» **Work instructions**: Give the lines below again exactly, starting with the line that holds "has height=922, width=1639." and going on through the line that holds "The image size is (1693, 952).".

Saved data entries:
──────────────────────────────
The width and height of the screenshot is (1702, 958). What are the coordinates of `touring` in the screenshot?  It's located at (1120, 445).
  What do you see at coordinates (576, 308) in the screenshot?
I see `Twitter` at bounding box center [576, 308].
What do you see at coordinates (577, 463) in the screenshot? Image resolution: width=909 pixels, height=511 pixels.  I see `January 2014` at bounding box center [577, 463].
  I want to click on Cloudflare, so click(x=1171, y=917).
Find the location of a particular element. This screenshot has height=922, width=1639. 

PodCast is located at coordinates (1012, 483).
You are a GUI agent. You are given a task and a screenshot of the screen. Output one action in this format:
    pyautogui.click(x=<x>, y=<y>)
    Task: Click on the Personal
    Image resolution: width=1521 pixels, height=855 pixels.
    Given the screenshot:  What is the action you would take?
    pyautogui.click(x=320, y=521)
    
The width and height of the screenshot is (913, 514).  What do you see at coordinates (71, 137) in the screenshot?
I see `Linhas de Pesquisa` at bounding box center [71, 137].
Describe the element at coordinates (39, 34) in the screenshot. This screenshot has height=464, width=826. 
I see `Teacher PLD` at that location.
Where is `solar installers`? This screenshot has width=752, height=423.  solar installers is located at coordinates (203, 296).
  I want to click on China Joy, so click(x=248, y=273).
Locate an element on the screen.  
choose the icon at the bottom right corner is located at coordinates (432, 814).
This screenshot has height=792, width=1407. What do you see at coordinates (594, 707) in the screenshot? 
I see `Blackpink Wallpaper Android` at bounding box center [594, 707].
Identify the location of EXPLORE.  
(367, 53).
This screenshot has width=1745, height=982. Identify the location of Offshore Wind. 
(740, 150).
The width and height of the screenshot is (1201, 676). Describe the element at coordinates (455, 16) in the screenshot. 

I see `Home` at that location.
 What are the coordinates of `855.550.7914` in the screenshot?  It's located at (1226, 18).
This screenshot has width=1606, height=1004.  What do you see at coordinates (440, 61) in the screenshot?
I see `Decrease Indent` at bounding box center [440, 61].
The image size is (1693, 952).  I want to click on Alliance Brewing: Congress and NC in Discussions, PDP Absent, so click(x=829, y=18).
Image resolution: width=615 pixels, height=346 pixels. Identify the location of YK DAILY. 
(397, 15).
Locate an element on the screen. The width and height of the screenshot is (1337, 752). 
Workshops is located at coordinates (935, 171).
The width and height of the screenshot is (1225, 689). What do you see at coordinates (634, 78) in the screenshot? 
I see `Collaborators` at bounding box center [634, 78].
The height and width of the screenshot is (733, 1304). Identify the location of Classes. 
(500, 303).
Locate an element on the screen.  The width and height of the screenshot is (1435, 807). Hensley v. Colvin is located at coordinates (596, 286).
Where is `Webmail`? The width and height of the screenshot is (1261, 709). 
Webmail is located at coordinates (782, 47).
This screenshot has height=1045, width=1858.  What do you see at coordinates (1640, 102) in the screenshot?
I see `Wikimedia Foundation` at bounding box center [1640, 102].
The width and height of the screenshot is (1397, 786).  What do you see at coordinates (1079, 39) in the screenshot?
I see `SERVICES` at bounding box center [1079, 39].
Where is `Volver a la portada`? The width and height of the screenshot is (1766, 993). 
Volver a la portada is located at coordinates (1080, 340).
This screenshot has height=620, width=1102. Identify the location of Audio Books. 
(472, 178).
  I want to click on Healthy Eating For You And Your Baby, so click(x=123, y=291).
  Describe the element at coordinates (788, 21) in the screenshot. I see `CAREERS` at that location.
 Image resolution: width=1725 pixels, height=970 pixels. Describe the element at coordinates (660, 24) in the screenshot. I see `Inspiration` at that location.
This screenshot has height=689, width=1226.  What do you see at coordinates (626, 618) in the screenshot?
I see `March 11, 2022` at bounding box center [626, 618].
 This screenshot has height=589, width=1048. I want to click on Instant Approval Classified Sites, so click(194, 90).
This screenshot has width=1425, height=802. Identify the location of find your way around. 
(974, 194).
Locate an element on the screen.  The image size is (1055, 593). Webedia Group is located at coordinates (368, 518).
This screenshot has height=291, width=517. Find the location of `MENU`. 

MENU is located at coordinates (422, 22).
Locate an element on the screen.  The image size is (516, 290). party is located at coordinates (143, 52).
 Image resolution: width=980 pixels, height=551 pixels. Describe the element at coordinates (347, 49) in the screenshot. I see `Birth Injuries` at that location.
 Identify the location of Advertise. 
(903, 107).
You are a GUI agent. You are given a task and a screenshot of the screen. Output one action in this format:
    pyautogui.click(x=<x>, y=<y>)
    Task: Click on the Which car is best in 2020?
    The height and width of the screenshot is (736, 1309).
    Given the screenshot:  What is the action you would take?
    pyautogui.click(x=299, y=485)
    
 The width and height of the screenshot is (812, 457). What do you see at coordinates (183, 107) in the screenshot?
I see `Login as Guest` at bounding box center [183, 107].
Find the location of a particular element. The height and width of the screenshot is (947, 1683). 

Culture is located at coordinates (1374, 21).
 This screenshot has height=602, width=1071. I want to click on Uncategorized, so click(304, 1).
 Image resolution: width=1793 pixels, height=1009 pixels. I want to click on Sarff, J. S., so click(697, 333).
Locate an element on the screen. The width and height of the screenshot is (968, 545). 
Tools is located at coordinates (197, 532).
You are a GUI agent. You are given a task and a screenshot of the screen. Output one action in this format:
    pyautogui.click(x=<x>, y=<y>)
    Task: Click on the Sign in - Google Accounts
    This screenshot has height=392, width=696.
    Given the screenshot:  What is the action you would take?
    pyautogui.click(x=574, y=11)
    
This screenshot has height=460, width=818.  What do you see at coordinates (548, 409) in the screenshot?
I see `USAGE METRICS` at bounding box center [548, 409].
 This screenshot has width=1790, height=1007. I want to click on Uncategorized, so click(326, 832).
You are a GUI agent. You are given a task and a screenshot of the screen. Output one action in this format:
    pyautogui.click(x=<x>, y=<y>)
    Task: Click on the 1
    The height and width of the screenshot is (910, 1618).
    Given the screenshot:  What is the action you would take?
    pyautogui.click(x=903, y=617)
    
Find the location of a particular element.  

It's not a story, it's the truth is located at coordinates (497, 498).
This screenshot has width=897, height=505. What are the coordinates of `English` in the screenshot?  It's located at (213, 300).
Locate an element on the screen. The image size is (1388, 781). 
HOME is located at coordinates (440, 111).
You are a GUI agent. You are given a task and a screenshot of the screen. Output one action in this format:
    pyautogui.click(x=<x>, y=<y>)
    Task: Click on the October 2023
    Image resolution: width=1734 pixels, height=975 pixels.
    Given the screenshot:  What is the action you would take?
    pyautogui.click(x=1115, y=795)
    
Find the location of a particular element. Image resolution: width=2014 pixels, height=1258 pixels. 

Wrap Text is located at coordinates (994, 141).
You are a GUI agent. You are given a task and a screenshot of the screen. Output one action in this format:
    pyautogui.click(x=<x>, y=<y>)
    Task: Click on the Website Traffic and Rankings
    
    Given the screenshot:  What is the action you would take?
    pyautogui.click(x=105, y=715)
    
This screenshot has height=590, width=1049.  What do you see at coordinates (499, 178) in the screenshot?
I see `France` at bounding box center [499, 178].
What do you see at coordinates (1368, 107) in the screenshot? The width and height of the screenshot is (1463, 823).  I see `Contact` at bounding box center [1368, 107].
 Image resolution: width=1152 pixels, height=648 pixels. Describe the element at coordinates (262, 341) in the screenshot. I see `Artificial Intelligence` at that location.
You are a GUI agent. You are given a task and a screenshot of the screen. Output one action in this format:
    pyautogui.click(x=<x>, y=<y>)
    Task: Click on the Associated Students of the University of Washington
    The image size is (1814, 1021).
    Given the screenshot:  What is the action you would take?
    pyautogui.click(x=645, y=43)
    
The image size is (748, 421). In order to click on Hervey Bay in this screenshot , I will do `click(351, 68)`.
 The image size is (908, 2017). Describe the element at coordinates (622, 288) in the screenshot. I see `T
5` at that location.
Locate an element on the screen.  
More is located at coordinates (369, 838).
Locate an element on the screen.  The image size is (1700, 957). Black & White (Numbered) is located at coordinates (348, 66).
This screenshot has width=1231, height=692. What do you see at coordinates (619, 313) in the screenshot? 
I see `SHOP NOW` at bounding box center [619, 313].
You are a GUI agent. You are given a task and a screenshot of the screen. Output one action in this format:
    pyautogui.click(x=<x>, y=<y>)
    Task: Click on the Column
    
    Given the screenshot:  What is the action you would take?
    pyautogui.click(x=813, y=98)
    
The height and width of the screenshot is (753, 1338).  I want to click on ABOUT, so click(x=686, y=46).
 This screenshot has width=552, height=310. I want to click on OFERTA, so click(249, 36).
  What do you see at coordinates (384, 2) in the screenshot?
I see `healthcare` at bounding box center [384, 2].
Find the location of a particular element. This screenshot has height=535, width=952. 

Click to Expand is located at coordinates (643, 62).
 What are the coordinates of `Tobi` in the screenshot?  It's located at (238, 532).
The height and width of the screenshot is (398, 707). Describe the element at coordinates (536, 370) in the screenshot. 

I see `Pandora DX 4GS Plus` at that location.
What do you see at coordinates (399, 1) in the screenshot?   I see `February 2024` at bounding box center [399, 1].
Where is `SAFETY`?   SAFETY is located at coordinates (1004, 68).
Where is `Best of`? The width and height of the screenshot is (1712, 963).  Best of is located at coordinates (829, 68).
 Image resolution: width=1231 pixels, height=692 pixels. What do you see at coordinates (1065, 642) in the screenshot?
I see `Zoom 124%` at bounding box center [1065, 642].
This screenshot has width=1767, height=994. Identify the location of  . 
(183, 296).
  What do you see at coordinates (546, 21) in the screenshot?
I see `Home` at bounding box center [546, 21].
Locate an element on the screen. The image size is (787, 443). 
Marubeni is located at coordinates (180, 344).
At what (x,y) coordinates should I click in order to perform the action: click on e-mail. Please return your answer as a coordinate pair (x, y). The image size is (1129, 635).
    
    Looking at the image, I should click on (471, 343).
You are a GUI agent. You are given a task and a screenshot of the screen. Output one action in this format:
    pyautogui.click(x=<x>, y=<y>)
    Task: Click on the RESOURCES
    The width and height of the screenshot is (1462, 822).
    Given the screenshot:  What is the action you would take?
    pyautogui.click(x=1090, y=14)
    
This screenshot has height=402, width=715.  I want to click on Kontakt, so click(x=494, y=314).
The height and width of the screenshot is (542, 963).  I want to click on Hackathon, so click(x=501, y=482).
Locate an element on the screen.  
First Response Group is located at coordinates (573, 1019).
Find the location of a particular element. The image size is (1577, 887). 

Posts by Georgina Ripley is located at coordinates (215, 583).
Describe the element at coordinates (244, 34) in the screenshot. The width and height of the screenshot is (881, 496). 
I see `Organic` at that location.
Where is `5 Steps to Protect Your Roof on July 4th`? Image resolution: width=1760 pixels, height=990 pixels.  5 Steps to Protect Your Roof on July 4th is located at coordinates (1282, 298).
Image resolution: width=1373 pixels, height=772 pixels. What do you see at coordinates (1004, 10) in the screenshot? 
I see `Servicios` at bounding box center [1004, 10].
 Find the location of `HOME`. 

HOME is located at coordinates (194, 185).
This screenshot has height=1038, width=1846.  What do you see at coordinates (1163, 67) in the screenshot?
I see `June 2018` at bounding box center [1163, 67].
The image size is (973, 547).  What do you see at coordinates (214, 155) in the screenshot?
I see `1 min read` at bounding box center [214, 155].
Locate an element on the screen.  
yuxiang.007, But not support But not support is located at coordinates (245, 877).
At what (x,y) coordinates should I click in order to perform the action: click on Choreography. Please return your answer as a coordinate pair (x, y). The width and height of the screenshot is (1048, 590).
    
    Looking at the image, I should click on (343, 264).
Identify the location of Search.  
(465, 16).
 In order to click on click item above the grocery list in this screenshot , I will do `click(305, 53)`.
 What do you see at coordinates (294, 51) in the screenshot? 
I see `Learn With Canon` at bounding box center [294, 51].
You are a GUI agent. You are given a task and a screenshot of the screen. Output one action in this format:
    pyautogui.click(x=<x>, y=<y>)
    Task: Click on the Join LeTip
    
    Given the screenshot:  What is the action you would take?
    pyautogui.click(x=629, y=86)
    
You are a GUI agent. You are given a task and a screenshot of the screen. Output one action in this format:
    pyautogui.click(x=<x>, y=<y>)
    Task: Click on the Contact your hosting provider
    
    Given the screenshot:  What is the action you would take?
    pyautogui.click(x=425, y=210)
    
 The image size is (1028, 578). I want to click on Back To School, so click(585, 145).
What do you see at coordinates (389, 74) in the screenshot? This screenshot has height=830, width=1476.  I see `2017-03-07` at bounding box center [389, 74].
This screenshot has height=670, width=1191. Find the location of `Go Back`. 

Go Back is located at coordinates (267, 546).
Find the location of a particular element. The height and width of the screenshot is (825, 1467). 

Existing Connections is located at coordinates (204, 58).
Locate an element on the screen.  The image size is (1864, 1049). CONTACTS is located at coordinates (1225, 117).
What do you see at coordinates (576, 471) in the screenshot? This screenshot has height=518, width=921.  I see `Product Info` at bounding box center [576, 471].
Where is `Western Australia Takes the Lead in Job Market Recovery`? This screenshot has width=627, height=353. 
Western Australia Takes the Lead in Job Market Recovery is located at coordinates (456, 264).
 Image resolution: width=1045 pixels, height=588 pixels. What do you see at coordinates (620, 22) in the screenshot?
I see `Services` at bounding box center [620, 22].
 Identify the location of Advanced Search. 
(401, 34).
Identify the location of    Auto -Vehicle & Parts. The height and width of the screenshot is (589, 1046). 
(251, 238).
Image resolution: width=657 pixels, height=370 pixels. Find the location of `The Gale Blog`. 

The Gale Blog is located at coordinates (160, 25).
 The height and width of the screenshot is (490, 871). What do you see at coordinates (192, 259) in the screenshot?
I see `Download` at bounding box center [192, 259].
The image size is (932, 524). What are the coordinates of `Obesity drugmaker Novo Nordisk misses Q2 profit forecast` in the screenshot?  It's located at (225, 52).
──────────────────────────────
» **Exercise answer**:
Find the location of a particular element. This screenshot has height=922, width=1639. 

PodCast is located at coordinates (1012, 483).
You are a GUI agent. You are given a task and a screenshot of the screen. Output one action in this format:
    pyautogui.click(x=<x>, y=<y>)
    Task: Click on the Personal
    Image resolution: width=1521 pixels, height=855 pixels.
    Given the screenshot:  What is the action you would take?
    pyautogui.click(x=320, y=521)
    
The width and height of the screenshot is (913, 514).  What do you see at coordinates (71, 137) in the screenshot?
I see `Linhas de Pesquisa` at bounding box center [71, 137].
Describe the element at coordinates (39, 34) in the screenshot. This screenshot has height=464, width=826. 
I see `Teacher PLD` at that location.
Where is `solar installers`? This screenshot has width=752, height=423.  solar installers is located at coordinates (203, 296).
  I want to click on China Joy, so click(x=248, y=273).
Locate an element on the screen.  
choose the icon at the bottom right corner is located at coordinates (432, 814).
This screenshot has height=792, width=1407. What do you see at coordinates (594, 707) in the screenshot? 
I see `Blackpink Wallpaper Android` at bounding box center [594, 707].
Identify the location of EXPLORE.  
(367, 53).
This screenshot has width=1745, height=982. Identify the location of Offshore Wind. 
(740, 150).
The width and height of the screenshot is (1201, 676). Describe the element at coordinates (455, 16) in the screenshot. 

I see `Home` at that location.
 What are the coordinates of `855.550.7914` in the screenshot?  It's located at (1226, 18).
This screenshot has width=1606, height=1004.  What do you see at coordinates (440, 61) in the screenshot?
I see `Decrease Indent` at bounding box center [440, 61].
The image size is (1693, 952).  I want to click on Alliance Brewing: Congress and NC in Discussions, PDP Absent, so click(x=829, y=18).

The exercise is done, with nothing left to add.